Faraday’s Law
The third of Maxwell’s equations:
$$\nabla \times \mathbf{E} = -\frac{\partial \mathbf{B}}{\partial t}$$
In words: a changing magnetic field creates a curling electric field.
This is the law of electromagnetic induction — the principle behind every electric generator, transformer, and wireless charger.
The discovery
Michael Faraday found this experimentally in 1831. Move a magnet near a wire loop and current flows — even though no battery is connected. The changing magnetic field induces an electric field that pushes charges around the loop.

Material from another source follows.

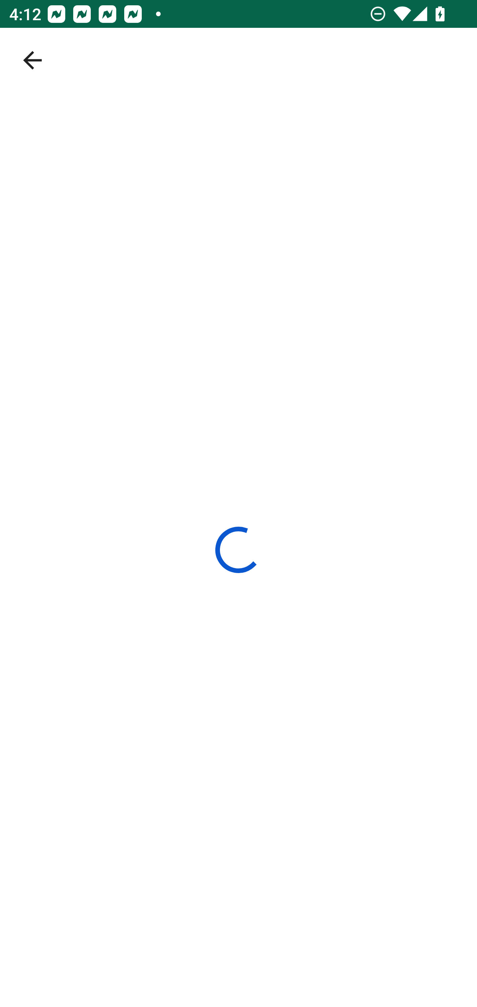  I want to click on Navigate up, so click(32, 60).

The key word is changing. A static magnetic field produces no electric field. But the moment $\mathbf{B}$ starts changing in time ($\partial \mathbf{B} / \partial t \neq 0$), an electric field appears — and it curls.
What the equation says
- The left side, $\nabla \times \mathbf{E}$, is the curl of the electric field — its tendency to circulate.
- The right side, $-\partial \mathbf{B} / \partial t$, is the rate at which the magnetic field is changing.

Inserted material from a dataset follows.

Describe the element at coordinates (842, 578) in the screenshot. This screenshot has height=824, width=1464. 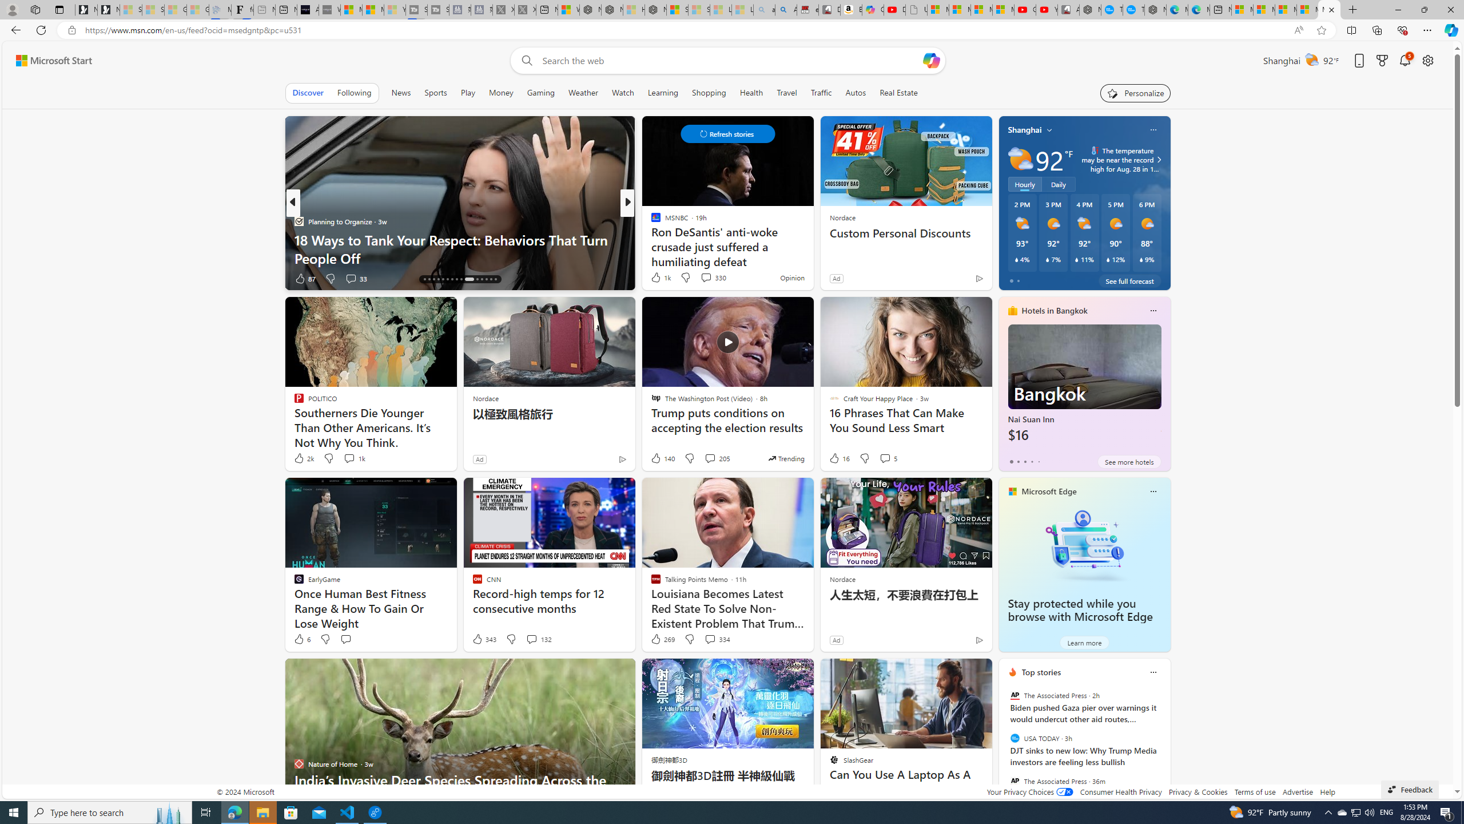
I see `Nordace` at that location.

- The minus sign is Lenz’s law: the induced electric field opposes the change that created it. Nature resists.
A magnetic field (into the screen, shown by ⊗) is changing in strength. Watch the electric field curl in response. The faster the change, the stronger the curl.
The integral form
Integrate over a surface bounded by a loop:
$$\oint \mathbf{E} \cdot d\mathbf{l} = -\frac{d\Phi_B}{dt}$$
The electromotive force (EMF) around a closed loop equals the negative rate of change of the magnetic flux through the loop. This is the form you use to calculate the voltage in a generator.
What’s revolutionary
Before Faraday, electricity and magnetism were separate subjects. This equation links them: a time-varying magnetic phenomenon creates an electric phenomenon.

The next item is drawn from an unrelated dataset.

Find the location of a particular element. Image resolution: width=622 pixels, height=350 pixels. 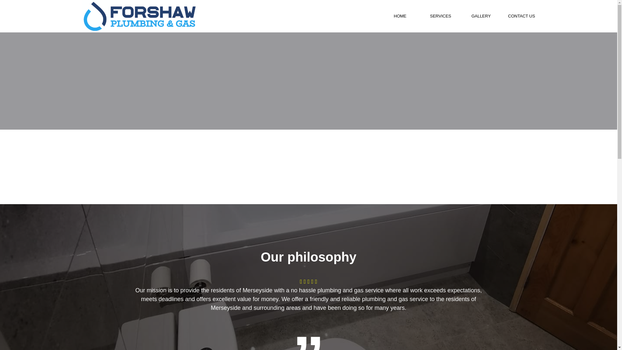

GALLERY is located at coordinates (481, 16).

But notice the asymmetry. In static situations ($\partial \mathbf{B}/\partial t = 0$), this reduces to $\nabla \times \mathbf{E} = 0$ — the electric field has no curl, meaning it’s conservative (you can define a voltage). But when things change in time, the electric field swirls. Voltage becomes path-dependent. This is fundamentally different from electrostatics.
Equation #3 of 4
| What we know so far | |
|---|---|
| $\nabla \cdot \mathbf{E} = \rho/\varepsilon_0$ | Charges create E (divergence) |
| $\nabla \cdot \mathbf{B} = 0$ | No magnetic charges (no divergence) |
| $\nabla \times \mathbf{E} = -\partial\mathbf{B}/\partial t$ | Changing B creates curling E |
| ??? | What creates curling B? |
The last equation completes the picture — and contains Maxwell’s greatest insight.